After the Indians won Game 4, 7 to 3, they were one game away from the World Series. The cities were swirling with opposite energies, with Boston ironically acting out a phrase—“Round up the usual suspects”—that was coined by Epstein’s grandfather, Philip, a cowriter of
Casablanca
. Epstein himself was on the list. So was Francona. Drew. Lugo. Crisp. There was talk that the smallest and boldest Red Sox of them all, Pedroia, was overmatched at the top of the lineup—he was hitting .188 through four games—and needed to be moved down.
Francona was up on multiple charges, starting with his decision to stay with Beckett as his Game 5 starter. The critics wanted him to use Beckett a game earlier and shift the rest of the rotation around that move. He was unwilling to do it for a couple of reasons. One was that Beckett had a cut on his right index finger and wouldn’t have been the same pitcher that he would be in Game 5. The other was philosophical.
“My goal is never to just prolong a series,” Francona explained. “My goal is to win it.”
He thought the move-up-Beckett crowd was shortsighted, thinking of only one game and not the complexion of the entire series. He knew Beckett on regular rest would be good, and all it took was one victory to change the negativity.
As for Crisp and Drew, Crisp was the likely candidate to be moved. He was hitting .188, the same as former teammate Sizemore, but he was having no impact on the game at the plate. He was a whiz in center, but was that enough to keep rookie Jacoby Ellsbury out of the lineup? It was a nonissue to Francona going into Game 5 because he knew he was going to use reserve outfielder Bobby Kielty against Sabathia, because Kielty had great
numbers against him. He was not willing to change two-thirds of his outfield positions for one game, so Crisp started again—and submitted one of his worst offensive games of the playoffs.
Crisp was able to struggle, though, and not be a headliner the next day. The towel-waving quieted and the World Series parties were put on hold because Beckett, performing like the best pitcher in the game, was at work again. Before he went to work, the sly Midwesterners tried to play with his head. The Indians invited country singer Danielle Peck to sing both the national anthem and “God Bless America.” The attractive brunette was a good choice, based on merit alone. But she wasn’t chosen on merit: the Indians claimed it was just a coincidence that Peck happened to be Beckett’s ex-girlfriend.
They should have known better. She’s a great singer, not hitter. There were two dramatic moments in Game 5, and neither one of them helped the Indians. In the bottom of the third, with Ortiz on first, Ramirez crushed what appeared to be a home run off the top of the right-field wall. As he is wont to do, Manny admired his work, only to learn that the ball hit a yellow strip atop the wall. The ball was in play. The admirer, sheepish now, was stuck at first. He did drive in a run, but he should have at least been on second.
Francona ran out to argue with the umpires, even though he knew that Ramirez should have been running.
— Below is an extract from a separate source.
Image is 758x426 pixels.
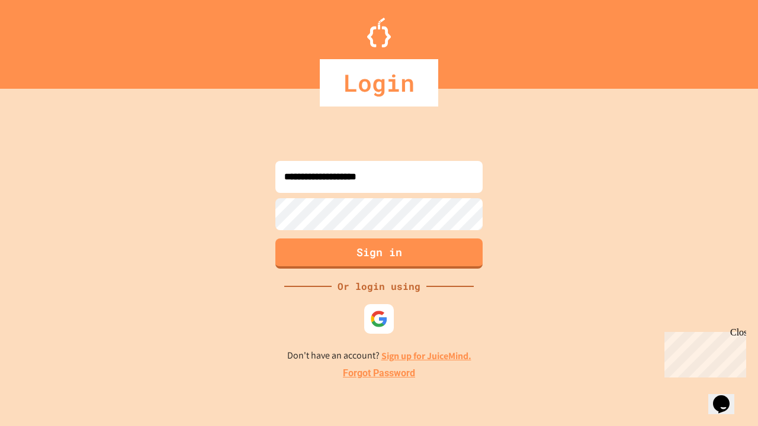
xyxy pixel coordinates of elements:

Francona, standing between first and second with his back to first, got the attention of Indians first baseman Ryan Garko. “Hey,” he said to Garko. “Look over my shoulder and tell me if Manny is still on first.” Garko nodded and put his glove to his mouth to hide a laugh. “Yeah, I thought he was still there,” Francona said, shaking his head.
In the fifth, Beckett got tired of yelling at himself and picked someone new. He chose veteran Kenny Lofton, who apparently
bothered the pitcher by placing his bat down when he thought strike one should have been ball four. After Lofton flied out to left, he ran to first and cut across the field to exchange words with Beckett. The bullpens emptied. Players stood around, and the umpires sent everyone back to their places.
There was no more drama, except for Clevelanders to wonder what happened to Sabathia. He still hadn’t put together a postseason start worthy of someone who was the likely Cy Young Award winner. Was he struggling for the same reason Cy voters would applaud him—the 240 innings pitched? Or was it something that Francona mentioned way back in September—inexperience?